Withdrawing Women’s Rights Damages Democracy

The US Supreme Court recently overturned the 1973 Roe v. Wade sentence which made the right to abortion constitutional for women in the United States. This latest judicial decision poses a gender equality issue of major global significance for what has happened in the USA will embolden those who continue to curb women’s rights. It represents a serious blow to the exercise of democracy and to democratic aspirations worldwide.

According to this latest Supreme Court decision, legislation on a woman’s right to choose is now, in principle, devolved to each of the 50 United States. Following the announcement of the sentence, it took the state of Missouri just an hour to ban abortion. Texas, Alabama, Arkansas, Kentucky, Louisiana, Oklahoma, South Dakota, Utah and Wisconsin, quickly followed suit, making the right of U.S. women to decide about their bodies and to have access to safe and legal abortion in their country the exception, rather than the rule. Planned Parenthood, which has the largest network of reproductive health clinics in the United States, and the pro-abortion rights Guttmacher Institute have warned that, based on the recent Supreme Court decision, a total of 26 states are likely to quickly ban abortion. This will affect the lives and the rights of an estimated 36 million women of reproductive age in the United States.
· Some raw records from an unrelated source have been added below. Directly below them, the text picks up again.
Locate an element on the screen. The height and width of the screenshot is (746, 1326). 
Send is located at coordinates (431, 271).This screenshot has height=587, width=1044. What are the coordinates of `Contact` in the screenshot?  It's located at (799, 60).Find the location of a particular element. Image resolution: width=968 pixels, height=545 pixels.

The Supreme Court’s decision is a serious step backwards for women’s rights in the U.S., setting a dangerous and controversial precedent that shakes rights till now taken for granted.

The reversal has undoubtedly opened the door for other such actions and to much debate around the process. Already, in a separate opinion in the same sentence, Judge Clarence Thomas asked the high court to reconsider other precedents, such as the right to contraception or to same-sex relations while Judge Samuel Alito noted that “It is time to abide by the Constitution and return the issue of abortion to the representatives of the people, to the legislative chambers of each state”.

We stand with millions of women across the U.S. and with UN Women – the United Nations body for gender equality and the empowerment of women – when in a statement following news of the decision, it noted that “to be able to exercise their human rights and make essential decisions, women need to be able to decide freely and responsibly on the number and spacing of their children and to have access to information, education, and services”.

Democracy is based on fundamental rights and on respect for the rule of law. The full exercise of these values largely depends on respecting the views and decisions of others. In this sense, no cherished democracy can deny women the right to freely decide about their bodies. A democratic society must respect their decision and allow them to fully exercise their right to decide. If the right to safe and legal abortion is restricted, women will be forced to turn to other less secure and even life-threatening methods. This will be a particularly crude reality for women in poverty and marginalisation, limited in their capacity to move to less restrictive states to abort.

This regression in terms of individual freedoms is another painful example of democratic and social contract backsliding across the globe. It is also evidence of the increasingly severe challenge of polarisation worldwide, in this case, even in a prosperous, industrialized, democratic country where a woman’s right to decide about her body will depend on the state in which she lives or her capacity to travel to another state where she can freely exercise her right to choose – a divide, not only within US society but between US society and the laws that govern it.

The protests following this Supreme Court decision show the level of dissatisfaction and raw disappointment with the institutions and processes that are supposed to serve and protect both men and women in their rights, to serve and protect democracy. The discrediting of institutions and processes is a risk to democracy. With democracy increasingly endangered, the world as we know and want it is in peril.